COUPLE BATTLES
COUNTY
By John Henderer , The Chronicle, 2/13/99
ETHEL - Charlene and Jose Soto are calling "Hard Copy" and looking for a better lawyer.
The couple filed a $2 million claim against Lewis County last year over failed septic system, blaming it on the government.
Monday, the Sotos moved out of their Ethel home.
The county condemned it last year. Charlene Soto said it will be boarded up soon.
In a Nov. 25 letter, the county warned the Sotos to vacate the premises "immediately due to public health hazard."
Their $15,000 alternative septic system failed to treat the sewage, and fecal coliform bacteria had reached dangerous levels.
NINE MONTHS AFTER they began living in their new home, the Sotos learned they had E. coli bacteria contamination in their well water, Charlene Soto said.
"We were drinking it," she said.
Alarms from the septic system would sound when it became overloaded. Tests later showed ground water was flowing into it.
Soto said her "dream home" became their "dream nightmare."
The couple spent $112,000 for 5 acres, a 1,400-square-foot mobile home and septic system. Groundwater contamination plunged the value to just $15,850 this year, according to the Lewis County Assessor's Office.
"A real estate man told me, 'Sitting on that property it ain't worth a cent,"' Charlene Soto said of her mobile home.
THIS SUMMER, the property will be sold at auction. After that, the mortgage company will sue the couple for the difference, Soto said she has been told.
The Sotos moved to Lewis County from San Diego after Jose Soto retired from the U.S. Navy.
Charlene opened Char's Diner at Ethel, and Jose began working at Centralia College as a custodian.
They lost the diner.
"My customers got tired of hearing about this stuff," Charlene Soto said. "They say, 'How do we know you're not carrying disease? You're living in sewage."'
She would not allow her grandchildren to visit the house because of the contamination.
"They cry so I got to go spend the night at their house," she said.
LEWIS COUNTY environmental officials originally denied the Sotos' request to place a sand-filter mound treatment system on the property.
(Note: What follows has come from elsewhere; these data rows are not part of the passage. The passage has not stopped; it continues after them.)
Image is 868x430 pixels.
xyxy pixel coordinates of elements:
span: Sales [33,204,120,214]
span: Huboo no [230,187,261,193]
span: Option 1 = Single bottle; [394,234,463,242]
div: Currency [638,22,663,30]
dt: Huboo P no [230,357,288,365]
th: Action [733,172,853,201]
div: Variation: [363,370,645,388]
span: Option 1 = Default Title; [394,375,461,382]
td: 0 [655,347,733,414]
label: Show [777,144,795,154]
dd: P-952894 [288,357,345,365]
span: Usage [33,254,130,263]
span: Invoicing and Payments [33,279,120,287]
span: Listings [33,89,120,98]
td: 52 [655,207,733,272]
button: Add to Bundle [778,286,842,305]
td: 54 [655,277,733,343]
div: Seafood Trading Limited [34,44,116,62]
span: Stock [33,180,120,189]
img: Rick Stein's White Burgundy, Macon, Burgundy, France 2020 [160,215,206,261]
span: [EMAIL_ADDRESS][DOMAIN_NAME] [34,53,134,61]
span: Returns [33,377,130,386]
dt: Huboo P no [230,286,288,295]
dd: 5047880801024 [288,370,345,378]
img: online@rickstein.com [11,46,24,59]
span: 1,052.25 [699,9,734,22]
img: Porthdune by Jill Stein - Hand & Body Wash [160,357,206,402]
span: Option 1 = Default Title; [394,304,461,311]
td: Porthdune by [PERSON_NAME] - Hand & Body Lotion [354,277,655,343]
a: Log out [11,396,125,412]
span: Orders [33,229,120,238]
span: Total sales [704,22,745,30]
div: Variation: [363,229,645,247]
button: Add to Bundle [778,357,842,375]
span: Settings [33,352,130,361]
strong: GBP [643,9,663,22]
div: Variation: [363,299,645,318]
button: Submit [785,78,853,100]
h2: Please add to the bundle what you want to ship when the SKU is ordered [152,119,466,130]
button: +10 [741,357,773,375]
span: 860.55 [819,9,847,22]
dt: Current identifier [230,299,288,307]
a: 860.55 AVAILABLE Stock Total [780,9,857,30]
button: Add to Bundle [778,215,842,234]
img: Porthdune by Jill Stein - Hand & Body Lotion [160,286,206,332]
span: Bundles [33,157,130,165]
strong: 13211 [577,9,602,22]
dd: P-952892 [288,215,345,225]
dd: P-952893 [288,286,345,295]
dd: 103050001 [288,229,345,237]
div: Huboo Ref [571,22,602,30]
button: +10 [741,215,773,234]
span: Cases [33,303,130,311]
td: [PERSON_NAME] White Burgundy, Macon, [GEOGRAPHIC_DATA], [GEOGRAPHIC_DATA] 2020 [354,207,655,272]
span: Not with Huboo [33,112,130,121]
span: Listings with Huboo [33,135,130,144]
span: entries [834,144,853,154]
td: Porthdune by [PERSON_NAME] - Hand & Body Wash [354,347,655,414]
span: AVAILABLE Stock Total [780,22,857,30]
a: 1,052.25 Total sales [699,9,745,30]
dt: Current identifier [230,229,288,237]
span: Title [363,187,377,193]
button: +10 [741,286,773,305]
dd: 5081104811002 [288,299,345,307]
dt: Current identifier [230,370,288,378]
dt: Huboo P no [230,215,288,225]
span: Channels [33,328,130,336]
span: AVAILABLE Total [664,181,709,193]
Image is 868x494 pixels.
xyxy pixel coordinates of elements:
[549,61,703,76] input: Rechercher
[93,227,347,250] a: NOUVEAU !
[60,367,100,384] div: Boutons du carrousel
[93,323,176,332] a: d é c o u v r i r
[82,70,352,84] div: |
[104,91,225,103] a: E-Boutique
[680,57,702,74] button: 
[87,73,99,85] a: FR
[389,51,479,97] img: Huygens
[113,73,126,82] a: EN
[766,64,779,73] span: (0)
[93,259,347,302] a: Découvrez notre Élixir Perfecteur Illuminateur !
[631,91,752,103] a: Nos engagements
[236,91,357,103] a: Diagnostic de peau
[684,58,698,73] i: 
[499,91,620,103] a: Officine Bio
The Sotos appealed to the county commissioners, who make up the county Board of Health, and won approval for a Glendon Biofilter, an alternative system.
The Sotos blame the county for recommending the Glendon.
Mike Vinatieri, former county environmental services manager, denied petitioning for the Glendon and said the state only had recently approved its use.
HE BLAMES THE FAILURE on Vancouver, Wash., engineer Jim Nims, who performed hydraulic tests on the machine.
"That system didn't die, it was assassinated," Vinatieri said. "He blew the system out of the ground. He put four or five times the design capacity of water through that system."
The Sotos said tests had shown it failed before Nims' experiment.
Lewis County officials declined comment because of the pending claim.